This essay analyzes Gabriel García Márquez's 1955 short story "A Very Old Man With Enormous Wings" as a critique of discrimination, exploitation, and social prejudice. The paper examines how the village community's unfamiliarity with the old winged man leads to ridicule and exploitation rather than compassion, drawing connections to broader social patterns in which difference invites mistreatment. The essay also considers the priest's failure of empathy, the parallel treatment of the tarantula girl, and the real-world resonance of García Márquez's themes in the context of racial and cultural prejudice. The author concludes that recognizing and setting aside prejudice is more important than claiming to fully understand the "other."
Particularities have always served as a tool for discrimination, given that contemporary society has grown accustomed to treating people based on their background and appearance. Gabriel García Márquez's 1955 short story "A Very Old Man With Enormous Wings" portrays an episode in the life of a Hispanic community that reveals its discriminatory and exploitative nature after encountering a distressed creature. The Native American saying "Never criticize another until you have walked a mile in his moccasins" partly explains García Márquez's account. Fueled by folklore and by the opportunity to make easy money, Pelayo and Elisenda do not hesitate to take advantage of the angel's state of decay, regardless of knowing nothing about him or about the circumstances that led to his present situation.

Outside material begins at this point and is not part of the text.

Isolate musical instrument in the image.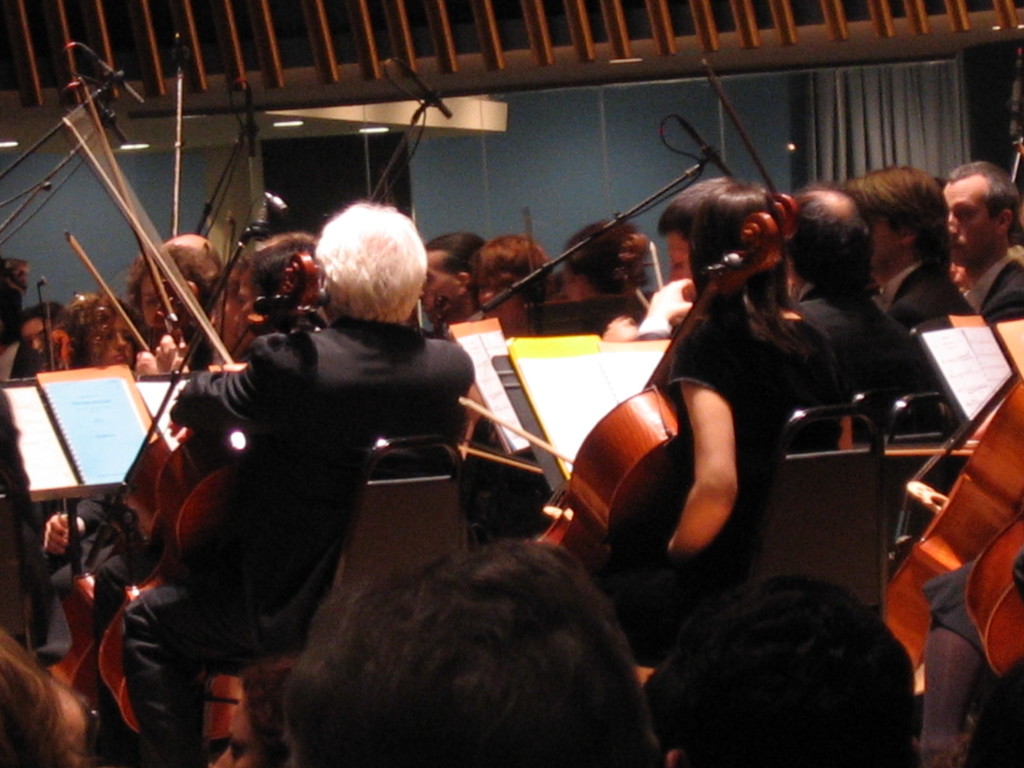
Isolated region: pyautogui.locateOnScreen(111, 192, 292, 543).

Individuals are typically comfortable associating things they know nothing about with things that are familiar to them. Pelayo, Elisenda, and everyone in the village believed it would have been impossible for a real angel to share the same characteristics as the old man standing before them. As a result, they resort to treating him poorly and even exploiting him by charging an entrance fee to those interested in seeing him. Judging from the overall state of affairs involving the human community that encountered the old man with enormous wings, it is safe to conclude that they were virtually indifferent to his health or his background.
Society is apparently inclined to treat different individuals with less respect and far less compassion. The fact that both the old man and the girl who was turned into a tarantula were treated in much the same way demonstrates that no one cared for them — they were regarded as nothing more than freaks of nature by the local community.
"Religious authority fails to recognize angel's nature"
"Story's themes connect to real racial prejudice"
Gabriel García Márquez is an individual likely to have experienced many disappointments across his life because of the fact that he was a Hispanic writer trying to succeed in a society dominated by white people. His story serves as a reminder that discrimination rooted in unfamiliarity diminishes both the one who discriminates and the community as a whole. The most enduring lesson of "A Very Old Man With Enormous Wings" is not that we must understand everything that is different, but that we must resist the impulse to exploit or demean what we do not understand.